Teenager Jerome Ellington and his friends, all of them members of a gang, went to a bowling alley. A rival gang was at the bowling alley when they arrived. The two gangs engaged in loud verbal taunting during the course of the evening. A bowling alley employee announced over a speaker that persons not actively engaged in bowling were to leave the building. Ellington and his friends exited the bowling alley, as did the rival gang. A member of the rival gang flashed “gang signs,” a form of insult. Ellington responded by punching a rival gang member. A brawl erupted. Two bowling alley employees, whose duties included crowd control, ran to the scene. A car pulled up and a man got out holding a sawed-off shotgun. He shot Ellington in the chest, killing him. The shooter was later tried and convicted of Ellington’s murder.

Ellington’s family sued the bowling alley. The family argued that the bowling alley had failed to provide adequate security, citing a history of crime in the area around the bowling alley, which made the shooting of Ellington a reasonably foreseeable event.

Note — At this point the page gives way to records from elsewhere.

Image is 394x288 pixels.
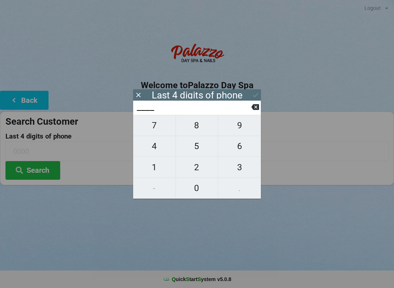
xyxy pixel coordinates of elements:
span: 1 [133,160,176,175]
span: 9 [218,118,261,133]
button: 0 [176,178,219,199]
span: 0 [176,181,218,196]
button: 8 [176,115,219,136]
span: 6 [218,139,261,154]
span: 2 [176,160,218,175]
span: 5 [176,139,218,154]
button: 9 [218,115,261,136]
button: 7 [133,115,176,136]
span: 8 [176,118,218,133]
button: 4 [133,136,176,157]
div: Last 4 digits of phone [152,92,243,99]
span: 3 [218,160,261,175]
span: 7 [133,118,176,133]
button: 3 [218,157,261,178]
span: 4 [133,139,176,154]
button: 5 [176,136,219,157]
button: 6 [218,136,261,157]
button: 1 [133,157,176,178]
button: 2 [176,157,219,178]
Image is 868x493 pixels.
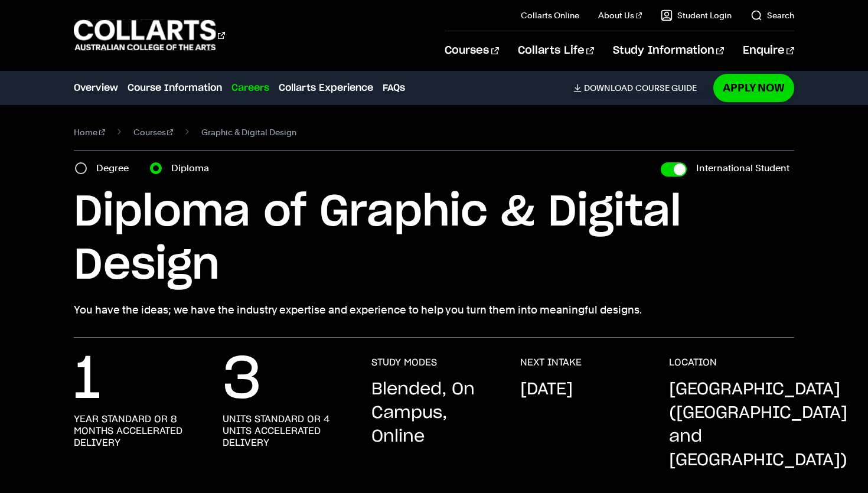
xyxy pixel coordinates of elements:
p: Blended, On Campus, Online [371,378,497,449]
a: Collarts Experience [278,81,373,95]
a: Home [74,124,105,140]
a: Collarts Online [521,10,579,22]
h3: year standard or 8 months accelerated delivery [74,413,199,449]
label: International Student [696,160,790,177]
p: [DATE] [520,378,573,401]
a: Apply Now [714,74,794,101]
h3: LOCATION [669,356,717,368]
h1: Diploma of Graphic & Digital Design [74,186,794,292]
a: Collarts Life [518,31,594,70]
a: Course Information [127,81,222,95]
a: Overview [74,81,118,95]
p: You have the ideas; we have the industry expertise and experience to help you turn them into mean... [74,302,794,318]
a: Student Login [661,10,732,22]
a: Courses [134,124,173,140]
a: Study Information [613,31,724,70]
a: Enquire [743,31,794,70]
span: Download [584,82,633,94]
p: 1 [74,356,101,404]
h3: NEXT INTAKE [520,356,582,368]
a: FAQs [382,81,405,95]
label: Diploma [172,160,216,177]
a: Search [751,10,794,22]
p: 3 [223,356,262,404]
h3: units standard or 4 units accelerated delivery [223,413,348,449]
a: DownloadCourse Guide [573,82,707,94]
a: About Us [598,10,642,22]
a: Careers [232,81,270,95]
a: Courses [445,31,499,70]
label: Degree [96,160,136,177]
h3: STUDY MODES [371,356,437,368]
div: Go to homepage [74,18,225,52]
p: [GEOGRAPHIC_DATA] ([GEOGRAPHIC_DATA] and [GEOGRAPHIC_DATA]) [669,378,847,472]
span: Graphic & Digital Design [201,124,297,140]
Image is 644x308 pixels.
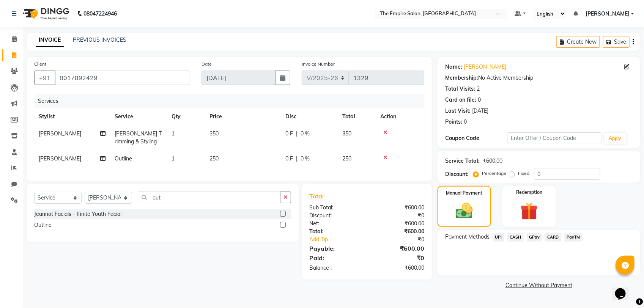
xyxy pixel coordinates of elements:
[445,74,633,82] div: No Active Membership
[296,155,297,163] span: |
[205,108,281,125] th: Price
[477,85,480,93] div: 2
[304,244,367,253] div: Payable:
[367,220,430,227] div: ₹600.00
[304,204,367,212] div: Sub Total:
[202,61,212,67] label: Date
[285,130,293,138] span: 0 F
[304,212,367,220] div: Discount:
[556,36,600,48] button: Create New
[34,221,51,229] div: Outline
[304,227,367,235] div: Total:
[445,85,475,93] div: Total Visits:
[20,3,72,24] img: logo
[114,130,162,145] span: [PERSON_NAME] Trimming & Styling
[55,70,190,85] input: Search by Name/Mobile/Email/Code
[508,132,602,144] input: Enter Offer / Coupon Code
[445,63,462,71] div: Name:
[612,277,636,301] iframe: chat widget
[445,134,508,142] div: Coupon Code
[367,244,430,253] div: ₹600.00
[478,96,481,104] div: 0
[34,210,121,218] div: Jeannot Facials - Ifinite Youth Facial
[545,233,561,242] span: CARD
[605,133,626,144] button: Apply
[172,155,174,162] span: 1
[343,130,352,137] span: 350
[445,107,471,115] div: Last Visit:
[483,157,502,165] div: ₹600.00
[281,108,338,125] th: Disc
[472,107,489,115] div: [DATE]
[114,155,132,162] span: Outline
[34,108,110,125] th: Stylist
[586,10,630,18] span: [PERSON_NAME]
[34,61,46,67] label: Client
[445,157,480,165] div: Service Total:
[367,204,430,212] div: ₹600.00
[445,233,490,241] span: Payment Methods
[445,74,478,82] div: Membership:
[564,233,583,242] span: PayTM
[451,201,478,221] img: _cash.svg
[445,170,469,178] div: Discount:
[515,200,544,222] img: _gift.svg
[34,70,55,85] button: +91
[367,227,430,235] div: ₹600.00
[518,170,530,176] label: Fixed
[367,253,430,262] div: ₹0
[527,233,542,242] span: GPay
[210,155,219,162] span: 250
[304,220,367,227] div: Net:
[367,264,430,272] div: ₹600.00
[167,108,205,125] th: Qty
[343,155,352,162] span: 250
[464,118,467,126] div: 0
[285,155,293,163] span: 0 F
[296,130,297,138] span: |
[446,190,482,196] label: Manual Payment
[73,36,126,43] a: PREVIOUS INVOICES
[603,36,630,48] button: Save
[110,108,167,125] th: Service
[310,192,327,200] span: Total
[304,253,367,262] div: Paid:
[482,170,507,176] label: Percentage
[172,130,174,137] span: 1
[35,94,430,108] div: Services
[84,3,117,24] b: 08047224946
[304,264,367,272] div: Balance :
[439,281,639,289] a: Continue Without Payment
[445,96,477,104] div: Card on file:
[36,33,64,47] a: INVOICE
[516,189,542,196] label: Redemption
[464,63,507,71] a: [PERSON_NAME]
[39,130,81,137] span: [PERSON_NAME]
[377,235,430,243] div: ₹0
[376,108,425,125] th: Action
[301,130,310,138] span: 0 %
[508,233,524,242] span: CASH
[367,212,430,220] div: ₹0
[493,233,504,242] span: UPI
[138,191,281,203] input: Search or Scan
[445,118,462,126] div: Points:
[301,155,310,163] span: 0 %
[338,108,376,125] th: Total
[210,130,219,137] span: 350
[39,155,81,162] span: [PERSON_NAME]
[301,61,335,67] label: Invoice Number
[304,235,377,243] a: Add Tip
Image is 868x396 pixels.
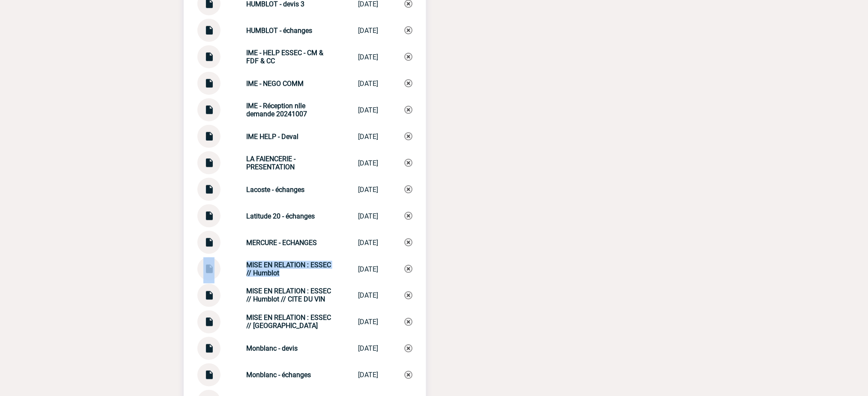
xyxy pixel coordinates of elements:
strong: IME - Réception nlle demande 20241007 [247,102,307,118]
img: Supprimer [405,318,412,326]
div: [DATE] [358,159,378,167]
img: Supprimer [405,238,412,247]
div: [DATE] [358,372,378,380]
img: Supprimer [405,79,412,87]
strong: IME - HELP ESSEC - CM & FDF & CC [247,49,324,65]
img: Supprimer [405,185,412,194]
div: [DATE] [358,79,378,87]
strong: Monblanc - devis [247,345,298,353]
div: [DATE] [358,53,378,61]
strong: Monblanc - échanges [247,372,311,380]
strong: MERCURE - ECHANGES [247,238,317,247]
img: Supprimer [405,291,412,300]
img: Supprimer [405,26,412,34]
img: Supprimer [405,132,412,140]
strong: MISE EN RELATION : ESSEC // Humblot [247,261,331,277]
img: Supprimer [405,159,412,167]
strong: MISE EN RELATION : ESSEC // [GEOGRAPHIC_DATA] [247,314,331,330]
div: [DATE] [358,106,378,114]
div: [DATE] [358,318,378,327]
div: [DATE] [358,291,378,300]
div: [DATE] [358,265,378,274]
div: [DATE] [358,238,378,247]
strong: Lacoste - échanges [247,185,305,194]
img: Supprimer [405,212,412,220]
strong: HUMBLOT - échanges [247,26,312,34]
img: Supprimer [405,372,412,379]
strong: LA FAIENCERIE - PRESENTATION [247,155,296,171]
div: [DATE] [358,132,378,140]
strong: IME HELP - Deval [247,132,299,140]
div: [DATE] [358,26,378,34]
img: Supprimer [405,53,412,60]
div: [DATE] [358,185,378,194]
strong: IME - NEGO COMM [247,79,304,87]
strong: Latitude 20 - échanges [247,212,315,220]
div: [DATE] [358,345,378,353]
strong: MISE EN RELATION : ESSEC // Humblot // CITE DU VIN [247,287,331,304]
img: Supprimer [405,345,412,353]
div: [DATE] [358,212,378,220]
img: Supprimer [405,265,412,273]
img: Supprimer [405,106,412,113]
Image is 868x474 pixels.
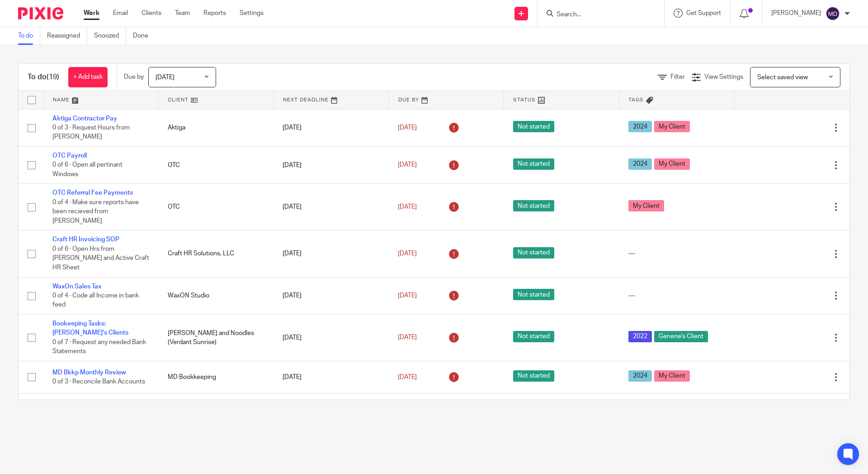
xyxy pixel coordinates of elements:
a: Settings [240,9,263,18]
span: Not started [513,159,554,169]
span: Not started [513,200,554,211]
span: Select saved view [757,74,808,81]
span: (19) [47,73,59,81]
span: My Client [654,370,690,382]
span: View Settings [704,74,743,80]
span: [DATE] [398,292,417,298]
td: [DATE] [273,109,389,146]
span: 0 of 4 · Make sure reports have been recieved from [PERSON_NAME] [53,199,139,224]
span: 0 of 6 · Open all pertinant Windows [53,162,123,178]
td: OTC [158,146,274,183]
span: Tags [628,97,644,103]
td: Aktiga [158,393,274,430]
div: --- [628,249,726,258]
a: Team [175,9,190,18]
a: Craft HR Invoicing SOP [53,236,120,242]
span: Not started [513,120,554,132]
td: Aktiga [158,109,274,146]
td: [DATE] [273,361,389,392]
span: 0 of 3 · Reconcile Bank Accounts [53,378,145,385]
a: Bookeeping Tasks: [PERSON_NAME]'s Clients [53,320,128,336]
span: Not started [513,247,554,258]
h1: To do [28,72,59,82]
a: Aktiga Contractor Pay [53,115,117,122]
span: [DATE] [398,250,417,256]
td: MD Bookkeeping [158,361,274,392]
span: Not started [513,370,554,382]
span: Filter [670,74,685,80]
td: [DATE] [273,183,389,230]
p: [PERSON_NAME] [771,9,821,18]
a: OTC Referral Fee Payments [53,190,133,196]
span: 0 of 4 · Code all Income in bank feed [53,292,139,308]
span: 0 of 7 · Request any needed Bank Statements [53,339,146,354]
span: [DATE] [155,74,175,81]
a: WaxOn Sales Tax [53,283,101,290]
span: My Client [628,200,664,211]
a: To do [18,27,40,45]
span: Get Support [686,10,721,16]
span: 2022 [628,331,652,342]
a: Clients [141,9,161,18]
span: My Client [654,120,690,132]
td: [DATE] [273,230,389,277]
img: svg%3E [825,6,840,21]
span: My Client [654,159,690,169]
a: + Add task [68,67,108,87]
td: OTC [158,183,274,230]
a: Email [113,9,128,18]
p: Due by [124,72,144,82]
a: Reassigned [47,27,87,45]
span: [DATE] [398,162,417,169]
span: [DATE] [398,124,417,131]
span: Genene's Client [654,331,708,342]
td: WaxON Studio [158,277,274,314]
span: [DATE] [398,374,417,380]
td: [DATE] [273,315,389,361]
td: [DATE] [273,277,389,314]
span: 2024 [628,159,652,169]
a: Snoozed [94,27,126,45]
a: OTC Payroll [53,152,87,159]
a: MD Bkkp Monthly Review [53,369,126,375]
img: Pixie [18,7,64,19]
span: Not started [513,288,554,300]
td: [DATE] [273,146,389,183]
span: [DATE] [398,334,417,340]
input: Search [556,11,637,19]
a: Work [84,9,99,18]
div: --- [628,291,726,300]
span: Not started [513,331,554,342]
span: [DATE] [398,204,417,210]
a: Reports [203,9,226,18]
td: Craft HR Solutions, LLC [158,230,274,277]
td: [PERSON_NAME] and Noodles (Verdant Sunrise) [158,315,274,361]
span: 0 of 6 · Open Hrs from [PERSON_NAME] and Active Craft HR Sheet [53,246,149,270]
a: Done [133,27,155,45]
span: 0 of 3 · Request Hours from [PERSON_NAME] [53,124,130,141]
td: [DATE] [273,393,389,430]
span: 2024 [628,370,652,382]
span: 2024 [628,120,652,132]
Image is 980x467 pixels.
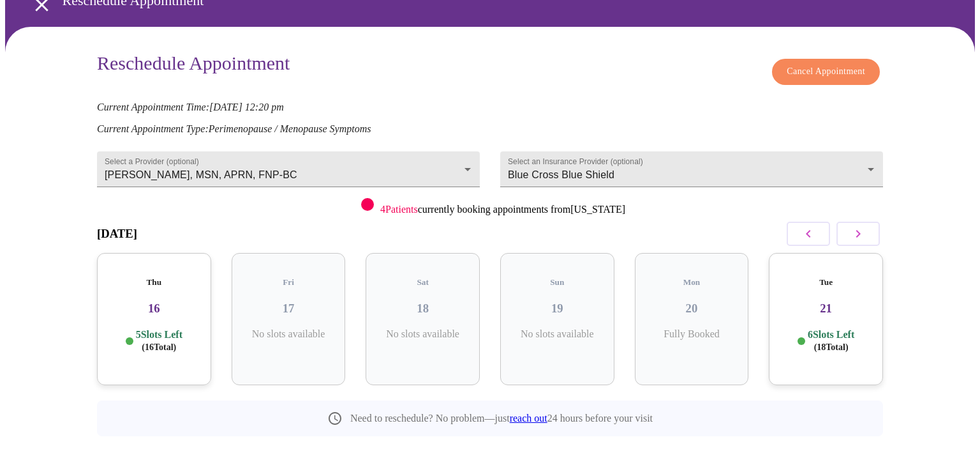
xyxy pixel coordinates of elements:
[107,301,201,316] h3: 16
[136,328,183,353] p: 5 Slots Left
[645,277,739,287] h5: Mon
[500,151,883,187] div: Blue Cross Blue Shield
[807,328,854,353] p: 6 Slots Left
[242,277,335,287] h5: Fri
[380,203,418,214] span: 4 Patients
[97,102,284,112] em: Current Appointment Time: [DATE] 12:20 pm
[772,58,879,85] button: Cancel Appointment
[511,277,604,287] h5: Sun
[814,342,849,352] span: ( 18 Total)
[376,277,469,287] h5: Sat
[97,123,370,134] em: Current Appointment Type: Perimenopause / Menopause Symptoms
[97,52,290,78] h3: Reschedule Appointment
[242,328,335,339] p: No slots available
[511,301,604,316] h3: 19
[779,301,873,316] h3: 21
[351,412,653,424] p: Need to reschedule? No problem—just 24 hours before your visit
[510,412,548,423] a: reach out
[97,151,480,187] div: [PERSON_NAME], MSN, APRN, FNP-BC
[511,328,604,339] p: No slots available
[645,301,739,316] h3: 20
[380,203,625,215] p: currently booking appointments from [US_STATE]
[779,277,873,287] h5: Tue
[107,277,201,287] h5: Thu
[97,227,138,241] h3: [DATE]
[787,64,865,80] span: Cancel Appointment
[242,301,335,316] h3: 17
[645,328,739,339] p: Fully Booked
[376,328,469,339] p: No slots available
[376,301,469,316] h3: 18
[142,342,176,352] span: ( 16 Total)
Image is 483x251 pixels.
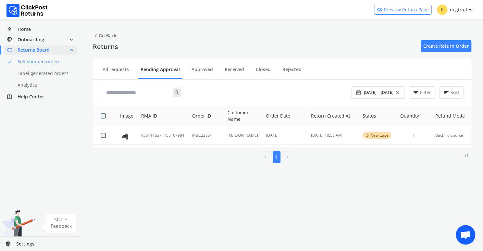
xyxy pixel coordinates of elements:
button: chevron_left [260,151,272,163]
span: New Case [371,133,389,138]
img: Logo [6,4,48,17]
th: Refund Mode [432,106,472,126]
span: Returns Board [18,47,50,53]
td: 1 [396,126,431,145]
th: Return Created At [307,106,359,126]
a: Pending Approval [138,66,183,78]
td: [PERSON_NAME] [224,126,262,145]
span: visibility [377,5,383,14]
span: home [6,25,18,34]
span: filter_list [413,88,419,97]
span: help_center [6,92,18,101]
button: chevron_right [282,151,294,163]
th: Quantity [396,106,431,126]
span: D [437,5,448,15]
span: close [395,88,401,97]
span: chevron_right [285,153,291,162]
span: Settings [16,241,34,247]
img: row_image [120,131,130,140]
td: [DATE] 10:58 AM [307,126,359,145]
td: MBC22851 [188,126,224,145]
h4: Returns [93,43,118,51]
span: rotate_left [365,133,369,138]
span: chevron_left [93,31,99,40]
span: chevron_left [263,153,269,162]
span: low_priority [6,45,18,55]
a: help_centerHelp Center [4,92,77,101]
a: homeHome [4,25,77,34]
a: Open chat [456,225,475,245]
span: date_range [356,88,361,97]
th: Customer Name [224,106,262,126]
td: RE61115371755107904 [137,126,188,145]
button: sortSort [439,86,464,99]
span: sort [444,88,450,97]
a: Analytics [4,81,85,90]
a: All requests [100,66,132,78]
td: [DATE] [262,126,307,145]
span: - [378,89,380,96]
button: 1 [273,151,281,163]
a: Closed [253,66,273,78]
td: Back To Source [432,126,472,145]
span: [DATE] [381,90,394,95]
span: done [6,57,12,66]
a: Label generated orders [4,69,85,78]
span: Go Back [93,31,117,40]
span: expand_less [69,45,74,55]
th: RMA ID [137,106,188,126]
span: Home [18,26,31,32]
span: Onboarding [18,36,44,43]
a: Approved [189,66,216,78]
th: Image [112,106,137,126]
span: settings [5,239,16,248]
a: visibilityPreview Return Page [374,5,432,15]
a: doneSelf shipped orders [4,57,85,66]
a: Rejected [280,66,304,78]
span: Filter [420,89,431,96]
th: Order Date [262,106,307,126]
div: dogtra-test [437,5,474,15]
span: Help Center [18,94,44,100]
span: [DATE] [364,90,377,95]
a: Create Return Order [421,40,472,52]
a: Received [222,66,247,78]
span: handshake [6,35,18,44]
span: expand_more [69,35,74,44]
th: Order ID [188,106,224,126]
span: search [173,88,181,97]
p: 1 / 1 [463,153,469,158]
img: share feedback [41,214,76,233]
th: Status [359,106,396,126]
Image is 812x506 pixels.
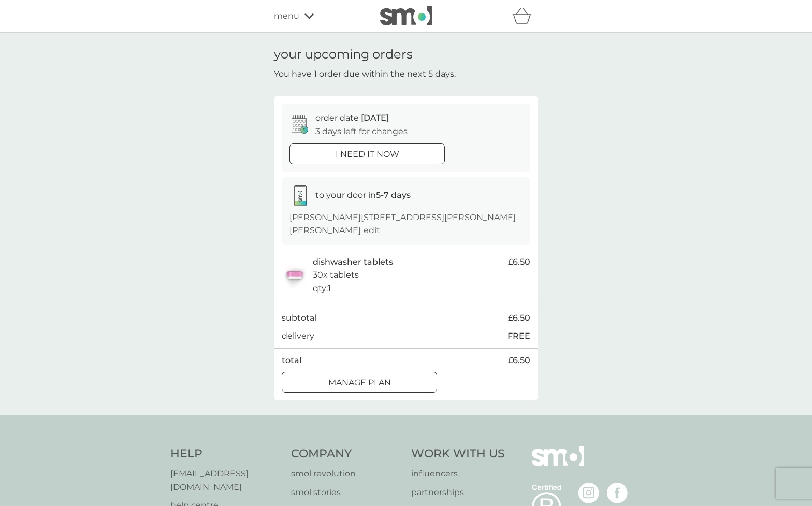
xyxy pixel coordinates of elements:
p: order date [315,111,389,125]
button: Manage plan [282,372,437,392]
span: £6.50 [508,354,530,368]
p: total [282,354,301,368]
img: visit the smol Facebook page [607,483,628,504]
button: i need it now [290,143,445,164]
a: edit [363,226,380,235]
span: [DATE] [361,113,389,122]
p: dishwasher tablets [313,255,393,269]
span: £6.50 [508,255,530,269]
p: subtotal [282,312,316,325]
p: FREE [507,329,530,343]
a: smol revolution [291,468,402,481]
h4: Help [171,447,281,462]
p: i need it now [336,147,400,161]
a: [EMAIL_ADDRESS][DOMAIN_NAME] [171,468,281,494]
p: 3 days left for changes [315,125,408,138]
span: to your door in [315,190,411,200]
h4: Work With Us [411,447,505,462]
p: Manage plan [329,376,391,390]
h1: your upcoming orders [274,47,413,62]
img: smol [532,447,584,481]
p: qty : 1 [313,282,331,296]
a: smol stories [291,486,402,500]
p: [PERSON_NAME][STREET_ADDRESS][PERSON_NAME][PERSON_NAME] [290,210,522,237]
p: delivery [282,329,315,343]
span: menu [274,9,299,23]
p: 30x tablets [313,268,359,282]
img: smol [380,5,432,26]
span: £6.50 [508,312,530,325]
strong: 5-7 days [376,190,411,200]
p: You have 1 order due within the next 5 days. [274,67,456,81]
a: influencers [411,468,505,481]
a: partnerships [411,486,505,500]
img: visit the smol Instagram page [578,483,599,504]
h4: Company [291,447,402,462]
div: basket [513,5,538,27]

Bowling alley management defended the suit by giving evidence of having provided parking lot security for a number of years prior to the shooting but admitted that a professional security presence was not in the parking lot area on the night in question.

The family sought $2 million in compensatory damages and $1 million in punitive damages. The bowling alley argued that under a comparative fault analysis Ellington was the cause of his harm because he was the initial aggressor. Additionally, the bowling alley denied liability because Ellington was harmed by the intentional criminal actions of the shooter. The bowling alley filed a motion for summary judgment, which the trial court granted.

The state court of appeals reversed the ruling of the trial court. The court held that there was an issue of fact as to whether the bowling alley owed Ellington a duty to protect him from the criminal actions of the gang members. The court noted that state law required business owners to take reasonable measures to protect their customers from foreseeable criminal attacks. Although the bowling alley and the area surrounding it were free of murders and gang-related crimes in the year prior to the incident, the court held that courts must take a “balancing approach” in which incidents of prior crimes, or the absence thereof, are not determinative on the issue of foreseeability.

The court held that the bowling alley had not negated the duty element of the plaintiffs’ claim; the defendant only showed that the plaintiffs had not yet established that the shooter’s actions were foreseeable. Therefore, the bowling alley was not entitled to summary judgment on this basis. Similarly, the appeals court held that the trial court incorrectly ruled on the issue of comparative fault. The appeals court rejected the trial court’s judgment that because Ellington initiated the fight he was more at fault for his own injuries. The appeals court held that determination of fault was premature because the jury was required to first rule on whether the criminal acts that caused Ellington’s death were foreseeable.